By Canopy Team on February 22, 2022
You could say it began in eighth grade with the Girl Scouts’ Silver Award. That’s when Katie Rueff and Willa Bednarz teamed up with Canopy on a tree planting project. The Silver Award required them to find an issue they care about, explore their community and think of how that issue affects the community, then develop a project that can lead to lasting change. The two middle-schoolers did just that, pitching in on tree plantings and walking their neighborhood streets with flyers encouraging their neighbors to join them.
Planting trees is a really beautiful experience. It’s easy to see the fruit of your efforts, and we always have fun working together.
Katie Rueff
Katie and Willa’s voluntarism and interest in trees actually took root much earlier than middle school. The teenagers, now juniors at Gunn High School, remember their early appreciation for nature, their concerns about the climate, and the satisfaction of making a difference by planting trees.
“I remember my very first time, I was in second grade and we planted trees at my elementary school and drank hot chocolate,” laughs Willa. These days, she enjoys walking her dog past trees that she helped plant at her old preschool.
Willa and Katie have continued to volunteer with Canopy since their eighth-grade project. As juniors at Gunn High School, they lead their school’s environmental club, the Gunn Green Team, and serve as enthusiastic volunteer recruiters for Canopy tree plantings.
“Planting trees is a really beautiful experience,” says Katie. “It’s easy to see the fruit of your efforts, and we always have fun working together” — even during the most challenging plantings, like having to dig around a concrete block. “Afterwards, we like to name the trees.”
Indira Selvakumaraswamy, Canopy’s volunteer engagement manager, worked with Katie and Willa during the pandemic to pilot small weekday “popcorn” tree plantings. Small groups of three to five high schoolers from Gunn and Palo Alto high schools met after school on Wednesdays to plant trees. “We could only carry off the popcorn plantings thanks to Katie and Willa’s enthusiasm and availability,” Indira says.
The pandemic made pitching the volunteer opportunity to their peers much easier. High schoolers were taking classes online at home and craved getting together with others. “It was so tiring to be on the computer all day,” remembers Willa. “It was nice to have a reason to be outside.” Agrees Katie, “Everyone was home and really wanted a reason to get out.”
Katie and Willa grew their Canopy involvement in 2021 when they signed up to help with the Great Oak Count, the organization’s ambitious effort in which pairs of volunteers walk the streets and parks of Palo Alto, working to map and document all of the city’s native oak trees. “They were my highest surveyors this year, documenting 33 trees,” Indira says. This past fall, the teens also signed up for Canopy’s Community Forestry School, a program that includes online classes about trees with first-hand field experiences planting and maintaining trees. “I love how Willa and Katie have been willing to try different things,” Indira says. “It’s very inspiring.”
Willa says the Canopy programs have taught her how much she didn’t know about trees. “I’ve learned about native species, about what kinds of trees do well in certain places, and about the disparity in tree cover between Palo Alto and East Palo Alto,” she says.
Over the years, Katie has appreciated meeting other volunteers at Canopy events, from teachers to retirees to community activists. “It’s unifying. You meet people from all walks of life who just want to make the community better.”
The larger impact of their tree planting isn’t lost on either teen. They know that their generation is inheriting the massive challenges of climate change. They both plan to pursue college studies related to environmental work.
Katie says she doesn’t worry about climate change the way some people do. “I’m already in the weeds. I have the luxury of knowing I have the power to help fight it,” she says. “Canopy serves as a really easy way to help bridge the gap, it helps you take the first steps to pitching in without it feeling too daunting.”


WORK REQUEST » Write out each line of the material exactly as given, and drop the images.

----

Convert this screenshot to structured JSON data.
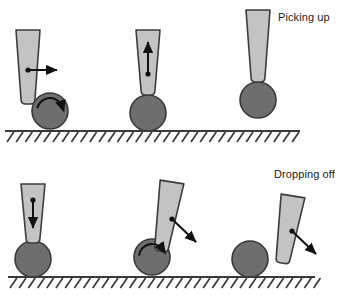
{
  "figure": {
    "title": "",
    "width": 349,
    "height": 296,
    "background": "#ffffff"
  },
  "labels": {
    "picking_up": "Picking up",
    "dropping_off": "Dropping off"
  },
  "colors": {
    "gripper_fill": "#c3c3c3",
    "gripper_stroke": "#3c3c3c",
    "ball_fill": "#6e6e6e",
    "ball_stroke": "#3a3a3a",
    "ground_line": "#3a3a3a",
    "arrow": "#111111",
    "text": "#1a1a1a"
  },
  "sequences": [
    {
      "name": "picking-up",
      "label": "Picking up",
      "ground": {
        "y": 131,
        "x_start": 5,
        "x_end": 300
      },
      "frames": [
        {
          "name": "picking-up-frame-1",
          "description": "Gripper pushes sideways, ball rolls",
          "gripper": {
            "cx": 28,
            "top_y": 30,
            "bottom_y": 104,
            "top_half_width": 12,
            "bottom_half_width": 7,
            "rotation_deg": 0
          },
          "ball": {
            "cx": 50,
            "cy": 111,
            "r": 18
          },
          "arrows": [
            {
              "type": "straight",
              "name": "horizontal-right-arrow",
              "x1": 28,
              "y1": 70,
              "x2": 57,
              "y2": 70
            }
          ],
          "rotation_arrow": {
            "name": "ball-rotation-arrow",
            "cx": 50,
            "cy": 111,
            "r": 13,
            "start_deg": 192,
            "sweep_deg": 150
          }
        },
        {
          "name": "picking-up-frame-2",
          "description": "Gripper lifts straight up with ball captured",
          "gripper": {
            "cx": 148,
            "top_y": 30,
            "bottom_y": 95,
            "top_half_width": 12,
            "bottom_half_width": 7,
            "rotation_deg": 0
          },
          "ball": {
            "cx": 148,
            "cy": 113,
            "r": 18
          },
          "arrows": [
            {
              "type": "straight",
              "name": "vertical-up-arrow",
              "x1": 148,
              "y1": 74,
              "x2": 148,
              "y2": 42
            }
          ],
          "rotation_arrow": null
        },
        {
          "name": "picking-up-frame-3",
          "description": "Ball lifted clear of the ground",
          "gripper": {
            "cx": 258,
            "top_y": 10,
            "bottom_y": 82,
            "top_half_width": 12,
            "bottom_half_width": 7,
            "rotation_deg": 0
          },
          "ball": {
            "cx": 258,
            "cy": 100,
            "r": 18
          },
          "arrows": [],
          "rotation_arrow": null
        }
      ]
    },
    {
      "name": "dropping-off",
      "label": "Dropping off",
      "ground": {
        "y": 277,
        "x_start": 8,
        "x_end": 315
      },
      "frames": [
        {
          "name": "dropping-off-frame-1",
          "description": "Gripper lowers ball straight down",
          "gripper": {
            "cx": 33,
            "top_y": 184,
            "bottom_y": 243,
            "top_half_width": 12,
            "bottom_half_width": 7,
            "rotation_deg": 0
          },
          "ball": {
            "cx": 33,
            "cy": 259,
            "r": 18
          },
          "arrows": [
            {
              "type": "straight",
              "name": "vertical-down-arrow",
              "x1": 33,
              "y1": 200,
              "x2": 33,
              "y2": 228
            }
          ],
          "rotation_arrow": null
        },
        {
          "name": "dropping-off-frame-2",
          "description": "Gripper pulls away diagonally, ball rolls free",
          "gripper": {
            "cx": 172,
            "top_y": 182,
            "bottom_y": 252,
            "top_half_width": 12,
            "bottom_half_width": 7,
            "rotation_deg": 9
          },
          "ball": {
            "cx": 152,
            "cy": 257,
            "r": 18
          },
          "arrows": [
            {
              "type": "straight",
              "name": "diagonal-down-right-arrow",
              "x1": 172,
              "y1": 219,
              "x2": 196,
              "y2": 242
            }
          ],
          "rotation_arrow": {
            "name": "ball-rotation-arrow",
            "cx": 152,
            "cy": 257,
            "r": 13,
            "start_deg": 186,
            "sweep_deg": 140
          }
        },
        {
          "name": "dropping-off-frame-3",
          "description": "Gripper retreats diagonally, ball rests on ground",
          "gripper": {
            "cx": 293,
            "top_y": 196,
            "bottom_y": 264,
            "top_half_width": 12,
            "bottom_half_width": 7,
            "rotation_deg": 9
          },
          "ball": {
            "cx": 250,
            "cy": 259,
            "r": 18
          },
          "arrows": [
            {
              "type": "straight",
              "name": "diagonal-down-right-arrow",
              "x1": 292,
              "y1": 231,
              "x2": 316,
              "y2": 254
            }
          ],
          "rotation_arrow": null
        }
      ]
    }
  ]
}
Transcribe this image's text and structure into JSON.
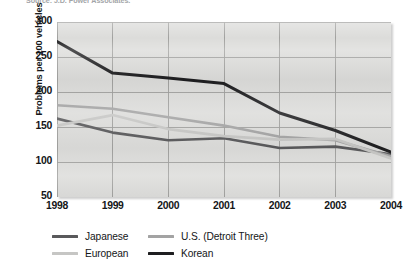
{
  "source_note": "Source: J.D. Power Associates.",
  "axes": {
    "ylabel": "Problems per 100 vehicles",
    "yticks": [
      "300",
      "250",
      "200",
      "150",
      "100",
      "50"
    ],
    "xticks": [
      "1998",
      "1999",
      "2000",
      "2001",
      "2002",
      "2003",
      "2004"
    ]
  },
  "legend": {
    "items": [
      {
        "label": "Japanese",
        "color": "#59595b"
      },
      {
        "label": "U.S. (Detroit Three)",
        "color": "#a3a3a3"
      },
      {
        "label": "European",
        "color": "#c6c6c4"
      },
      {
        "label": "Korean",
        "color": "#1e1e20"
      }
    ]
  },
  "chart_data": {
    "type": "line",
    "title": "",
    "xlabel": "",
    "ylabel": "Problems per 100 vehicles",
    "x": [
      1998,
      1999,
      2000,
      2001,
      2002,
      2003,
      2004
    ],
    "xlim": [
      1998,
      2004
    ],
    "ylim": [
      50,
      300
    ],
    "grid": true,
    "legend_position": "bottom",
    "series": [
      {
        "name": "Japanese",
        "color": "#59595b",
        "values": [
          162,
          142,
          131,
          134,
          120,
          122,
          111
        ]
      },
      {
        "name": "U.S. (Detroit Three)",
        "color": "#a3a3a3",
        "values": [
          181,
          176,
          164,
          152,
          136,
          131,
          108
        ]
      },
      {
        "name": "European",
        "color": "#c6c6c4",
        "values": [
          152,
          167,
          147,
          137,
          132,
          133,
          105
        ]
      },
      {
        "name": "Korean",
        "color": "#1e1e20",
        "values": [
          272,
          227,
          220,
          212,
          170,
          145,
          114
        ]
      }
    ]
  }
}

----

YOUR RESPONSE »
Convert this screenshot to structured JSON data.
{
  "figure": {
    "title": "",
    "width": 349,
    "height": 296,
    "background": "#ffffff"
  },
  "labels": {
    "picking_up": "Picking up",
    "dropping_off": "Dropping off"
  },
  "colors": {
    "gripper_fill": "#c3c3c3",
    "gripper_stroke": "#3c3c3c",
    "ball_fill": "#6e6e6e",
    "ball_stroke": "#3a3a3a",
    "ground_line": "#3a3a3a",
    "arrow": "#111111",
    "text": "#1a1a1a"
  },
  "sequences": [
    {
      "name": "picking-up",
      "label": "Picking up",
      "ground": {
        "y": 131,
        "x_start": 5,
        "x_end": 300
      },
      "frames": [
        {
          "name": "picking-up-frame-1",
          "description": "Gripper pushes sideways, ball rolls",
          "gripper": {
            "cx": 28,
            "top_y": 30,
            "bottom_y": 104,
            "top_half_width": 12,
            "bottom_half_width": 7,
            "rotation_deg": 0
          },
          "ball": {
            "cx": 50,
            "cy": 111,
            "r": 18
          },
          "arrows": [
            {
              "type": "straight",
              "name": "horizontal-right-arrow",
              "x1": 28,
              "y1": 70,
              "x2": 57,
              "y2": 70
            }
          ],
          "rotation_arrow": {
            "name": "ball-rotation-arrow",
            "cx": 50,
            "cy": 111,
            "r": 13,
            "start_deg": 192,
            "sweep_deg": 150
          }
        },
        {
          "name": "picking-up-frame-2",
          "description": "Gripper lifts straight up with ball captured",
          "gripper": {
            "cx": 148,
            "top_y": 30,
            "bottom_y": 95,
            "top_half_width": 12,
            "bottom_half_width": 7,
            "rotation_deg": 0
          },
          "ball": {
            "cx": 148,
            "cy": 113,
            "r": 18
          },
          "arrows": [
            {
              "type": "straight",
              "name": "vertical-up-arrow",
              "x1": 148,
              "y1": 74,
              "x2": 148,
              "y2": 42
            }
          ],
          "rotation_arrow": null
        },
        {
          "name": "picking-up-frame-3",
          "description": "Ball lifted clear of the ground",
          "gripper": {
            "cx": 258,
            "top_y": 10,
            "bottom_y": 82,
            "top_half_width": 12,
            "bottom_half_width": 7,
            "rotation_deg": 0
          },
          "ball": {
            "cx": 258,
            "cy": 100,
            "r": 18
          },
          "arrows": [],
          "rotation_arrow": null
        }
      ]
    },
    {
      "name": "dropping-off",
      "label": "Dropping off",
      "ground": {
        "y": 277,
        "x_start": 8,
        "x_end": 315
      },
      "frames": [
        {
          "name": "dropping-off-frame-1",
          "description": "Gripper lowers ball straight down",
          "gripper": {
            "cx": 33,
            "top_y": 184,
            "bottom_y": 243,
            "top_half_width": 12,
            "bottom_half_width": 7,
            "rotation_deg": 0
          },
          "ball": {
            "cx": 33,
            "cy": 259,
            "r": 18
          },
          "arrows": [
            {
              "type": "straight",
              "name": "vertical-down-arrow",
              "x1": 33,
              "y1": 200,
              "x2": 33,
              "y2": 228
            }
          ],
          "rotation_arrow": null
        },
        {
          "name": "dropping-off-frame-2",
          "description": "Gripper pulls away diagonally, ball rolls free",
          "gripper": {
            "cx": 172,
            "top_y": 182,
            "bottom_y": 252,
            "top_half_width": 12,
            "bottom_half_width": 7,
            "rotation_deg": 9
          },
          "ball": {
            "cx": 152,
            "cy": 257,
            "r": 18
          },
          "arrows": [
            {
              "type": "straight",
              "name": "diagonal-down-right-arrow",
              "x1": 172,
              "y1": 219,
              "x2": 196,
              "y2": 242
            }
          ],
          "rotation_arrow": {
            "name": "ball-rotation-arrow",
            "cx": 152,
            "cy": 257,
            "r": 13,
            "start_deg": 186,
            "sweep_deg": 140
          }
        },
        {
          "name": "dropping-off-frame-3",
          "description": "Gripper retreats diagonally, ball rests on ground",
          "gripper": {
            "cx": 293,
            "top_y": 196,
            "bottom_y": 264,
            "top_half_width": 12,
            "bottom_half_width": 7,
            "rotation_deg": 9
          },
          "ball": {
            "cx": 250,
            "cy": 259,
            "r": 18
          },
          "arrows": [
            {
              "type": "straight",
              "name": "diagonal-down-right-arrow",
              "x1": 292,
              "y1": 231,
              "x2": 316,
              "y2": 254
            }
          ],
          "rotation_arrow": null
        }
      ]
    }
  ]
}
Transcribe this image's text and structure into JSON.
{
  "source_note": "Source: J.D. Power Associates.",
  "axes": {
    "ylabel": "Problems per 100 vehicles",
    "yticks": [
      "300",
      "250",
      "200",
      "150",
      "100",
      "50"
    ],
    "xticks": [
      "1998",
      "1999",
      "2000",
      "2001",
      "2002",
      "2003",
      "2004"
    ]
  },
  "legend": {
    "items": [
      {
        "label": "Japanese",
        "color": "#59595b"
      },
      {
        "label": "U.S. (Detroit Three)",
        "color": "#a3a3a3"
      },
      {
        "label": "European",
        "color": "#c6c6c4"
      },
      {
        "label": "Korean",
        "color": "#1e1e20"
      }
    ]
  },
  "chart_data": {
    "type": "line",
    "title": "",
    "xlabel": "",
    "ylabel": "Problems per 100 vehicles",
    "x": [
      1998,
      1999,
      2000,
      2001,
      2002,
      2003,
      2004
    ],
    "xlim": [
      1998,
      2004
    ],
    "ylim": [
      50,
      300
    ],
    "grid": true,
    "legend_position": "bottom",
    "series": [
      {
        "name": "Japanese",
        "color": "#59595b",
        "values": [
          162,
          142,
          131,
          134,
          120,
          122,
          111
        ]
      },
      {
        "name": "U.S. (Detroit Three)",
        "color": "#a3a3a3",
        "values": [
          181,
          176,
          164,
          152,
          136,
          131,
          108
        ]
      },
      {
        "name": "European",
        "color": "#c6c6c4",
        "values": [
          152,
          167,
          147,
          137,
          132,
          133,
          105
        ]
      },
      {
        "name": "Korean",
        "color": "#1e1e20",
        "values": [
          272,
          227,
          220,
          212,
          170,
          145,
          114
        ]
      }
    ]
  }
}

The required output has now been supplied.